Honest question: do you think there's some fundamental difference between American comics and imported manga? Because manga in the US is doing quite well, and the market is continuing to grow even as American comics implodes.
Do you think there's some structural issue that makes them different? (i.e. not self-inflicted due to producing an objectively shit product that costs 10-30x as much per page as the competition, and is marketed almost exclusively towards a shrinking niche audience.) Because obviously superheroes as an entertainment subject (in film and television) are a global phenomenon, and manga as a very similar print entertainment medium is very popular. Heck, a manga about American-style superheroes occupied more than half of the top ten graphic novels sold in the US last year. Aside from incompetence in writing, production and marketing, what can't American comics do that the Japanese can?
Saying "comics were going to die anyway" just sounds like a cope to me.
That's a fair question, and I don't have a direct answer, sorry. Plus I'm hampered by the fact that the only Manga I read is completed series, mostly normie tier shit, and even then not a ton of that. Its just not really my thing, for whatever reason. Do people in the West go out and grab stuff from stores on a weekly, biweekly, monthly basis? Maybe that would be a working model. I hadn't really thought much about that.
One thing I do admit I got completely wrong is how digital format comics§ - have, at least to this point, failed to catch on. When I first heard about these services coming down the line I figured they'd have grabbed a much larger share of the market than they seem to have by now. If anything, comics in the digital sphere almost seem to be sliding backwards, don't they? Amazon doesn't seem to give two shits about Comixology at this point, can't remember the last time I saw an ad for it on their site. Though they also seem to be slowly absorbing it into Kindle books generally, perhaps?
Beyond all that, and why I think the end of the current model is inevitable:
- Commercial rents, specifically sidewalk fronting retail, are going insane in a bunch of US urban markets. Why this should be the case I have no clear idea, with so much shopping shifting on-line, but it is what it is. You wanna open a comic book shop in San Francisco, NYC, Washington DC, selling stuff that you can't raise prices on, where your supplier is sometimes less than perfect getting what you ordered out to you, well, good luck to you. Mission Comics in San Francisco is only in business at this point because of their Patreon.

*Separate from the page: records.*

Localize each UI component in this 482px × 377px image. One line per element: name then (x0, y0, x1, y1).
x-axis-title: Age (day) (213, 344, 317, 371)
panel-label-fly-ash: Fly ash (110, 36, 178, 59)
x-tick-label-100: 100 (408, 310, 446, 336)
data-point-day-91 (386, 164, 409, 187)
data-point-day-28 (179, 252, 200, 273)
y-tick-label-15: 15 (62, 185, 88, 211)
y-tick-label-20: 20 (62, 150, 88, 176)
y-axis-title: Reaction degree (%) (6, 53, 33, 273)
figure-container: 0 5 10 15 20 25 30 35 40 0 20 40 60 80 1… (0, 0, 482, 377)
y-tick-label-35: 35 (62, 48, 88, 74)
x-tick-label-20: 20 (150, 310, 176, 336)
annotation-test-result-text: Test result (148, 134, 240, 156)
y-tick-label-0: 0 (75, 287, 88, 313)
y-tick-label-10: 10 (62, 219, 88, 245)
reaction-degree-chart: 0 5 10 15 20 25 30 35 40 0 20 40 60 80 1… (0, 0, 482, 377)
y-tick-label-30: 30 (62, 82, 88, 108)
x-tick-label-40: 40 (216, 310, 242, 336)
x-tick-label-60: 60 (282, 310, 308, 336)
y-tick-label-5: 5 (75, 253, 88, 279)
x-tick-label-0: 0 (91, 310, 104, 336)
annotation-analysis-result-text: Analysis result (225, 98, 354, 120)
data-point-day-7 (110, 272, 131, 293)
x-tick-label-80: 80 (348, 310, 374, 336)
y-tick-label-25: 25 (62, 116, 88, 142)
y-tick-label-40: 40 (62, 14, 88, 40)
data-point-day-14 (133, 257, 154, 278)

- I don't think people, especially those under 21, think floppies represent a fundamentally good value for the money proposition at this point, whatever their contents. $10 in your Steam wallet (or XBox Live or PSN or Nintendo Store) vs. two floppies you can read in 20 minutes? The choice is a no-brainer. And if they're interested in the floppies they'll probably just pirate them. The people who buy the books are aging, and not being replaced.
- The Big 2 just seem so not only out of touch with their readers, they're downright antagonistic toward them. As documented by 800 spergy YouTube channels. Possibly this one last one could be turned around, but I see no evidence for this on the horizon. If anything, the ideological purity tests are getting worse over time.
I do wonder a bit about the whole model of the shops being the final customers, as opposed to the newsstand/bookstore model, where unsold inventory can be returned for a full credit. Dunno about this one, since things have been this way for decades now, through some of the biggest booms in comics.
§ - As an aside, compare what has gone on with, of all things, Romance novels and the novelists who write them. Pre-internet, what you had was an industry that paid for shit, treated their authors like shit, and got away with it because Harlequin and one or two others were the only game in town. Once self-publishing became viable these gals (and a few men using female pen names) moved to ebooks much quicker than than any other genre of fiction, pioneering marketing strategies and possibly even technologies, with minimal #Comicsgate-like drama. Kind of an interesting contrast to what has gone on in comics. And curiously underreported in the media, since these kind of books have now gone from a Big Publishing cash cow to Amazon self-publishing. Frustratingly hard to get the data on this, but this now dominates the market.